| History and Facts Kudzu
belongs to the family Leguminosae. So like its cousin the pea plant,
it is a legume. Kudzu is in the genus Pueraria. Its botanical name
is Pueraria thunbergiana.
Kudzu was introduced to the United States in 1876
at the Centennial Exposition in Philadelphia, Pennsylvania. Countries
were invited to build exhibits to celebrate the 100th birthday of
the U.S. The Japanese Government constructed a beautiful garden
filled with plants from their country. The large leaves and sweet-smelling
blooms of kudzu captured the imagination of American gardeners who
used the plant for ornamental purposes.
Florida nursery operators, Charles and Lillie Pleas,
discovered that animals would eat the plant, and promoted its use
for forage in the 1920s. Their Glen Arden Nursery in Chipley sold
kudzu plants through the mail. A historical marker there proudly
proclaims "Kudzu Developed Here."
During the Great Depression of the 1930s, the Soil
Conservation Service promoted kudzu for erosion control. Hundreds
of young men were given work planting kudzu through the Civilian
Conservation Corps. Farmers were paid as much as eight dollars an
acre as incentive to plant fields of the vines in the 1940s.
Kudzu's most vocal advocate was Channing Cope of
Covington, Georgia, who promoted use of the vine to control erosion.
Cope wrote about kudzu in articles for the Atlanta Constitution,
and talked about its virtues frequently on his daily WSB-AM radio
program broadcast from his front porch. During the 1940s, he travelled
across the southeast starting Kudzu Clubs to honor what he called
"the miracle vine." Cope was very disappointed when the
U.S. government stopped advocating the use of kudzu in 1953.
Other facts about Kudzu:
• Common names for Kudzu include: "mile-a-minute
vine", "foot-a-night vine", and "the vine that
ate the South".
• It has claimed an estimated seven million acres of land
in the Southeastern United States and is currently consuming over
120,000 acres per year.
• Typically, only the kudzu that is encroaching on developed
property is controlled, while undeveloped areas are ignored, allowing
it to continue spreading in all other directions. It is not uncommon
for kudzu to completely surround a piece of property.
• Kudzu kills or degrades other plants by smothering them
under a solid blanket of leaves, by girdling woody stems and tree
trunks, and by breaking branches or uprooting entire trees and shrubs
through the sheer force of its weight.
• Once established, kudzu plants grow rapidly. Under ideal
conditions, kudzu vines grow sixty feet (!) each year.
• A single Kudzu vine can extend 100 feet from the center
of the plant and be up to 6 inches in diameter.
• Kudzu roots are fleshy, with massive taproots 7+ inches
in diameter, 6 feet or more in length, sometimes weighing 400 pounds.
• 30 vines can grow from a single root crown .
• Kudzu can be killed back with certain herbicides labeled
for such use. To kill the root, repeat applications over several
years is usually required.

Cross section of 5 inch
kudzu vine.
This vine was growing eighty feet
up into the canopy of a specimen White Oak Tree at the Atlanta Botanical
Garden. The mushrooms appeared shortly after this vine was cut.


• Aim of the task
Records follow. Select each line holding "equilibrium".

[Stored data]
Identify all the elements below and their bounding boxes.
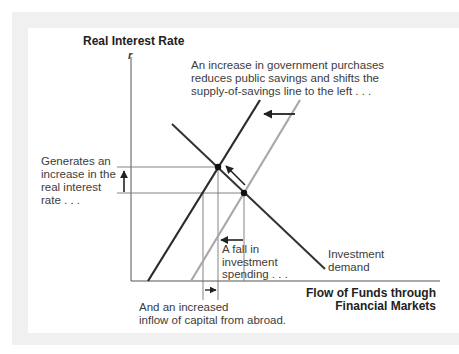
gov-purchases-note-line1: An increase in government purchases [191, 59, 384, 72]
rate-note-line2: increase in the [41, 168, 116, 181]
original-equilibrium-dot [241, 190, 247, 196]
y-axis-label: Real Interest Rate [83, 35, 184, 48]
investment-fall-note-line3: spending . . . [222, 268, 288, 281]
investment-fall-note-line1: A fall in [222, 243, 259, 256]
investment-demand-label-line1: Investment [328, 248, 384, 261]
capital-inflow-note-line1: And an increased [139, 301, 229, 314]
rate-note-line1: Generates an [41, 155, 111, 168]
rate-note-line3: real interest [41, 181, 101, 194]
y-axis-symbol: r [128, 49, 132, 62]
new-equilibrium-dot [215, 164, 221, 170]
movement-along-demand-arrow [226, 166, 245, 185]
gov-purchases-note-line2: reduces public savings and shifts the [191, 72, 379, 85]
gov-purchases-note-line3: supply-of-savings line to the left . . . [191, 85, 371, 98]
investment-demand-label-line2: demand [328, 261, 370, 274]
rate-note-line4: rate . . . [41, 194, 80, 207]
x-axis-label-line2: Financial Markets [296, 300, 436, 313]
capital-inflow-note-line2: inflow of capital from abroad. [139, 314, 286, 327]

• Response for this exercise
original-equilibrium-dot [241, 190, 247, 196]
new-equilibrium-dot [215, 164, 221, 170]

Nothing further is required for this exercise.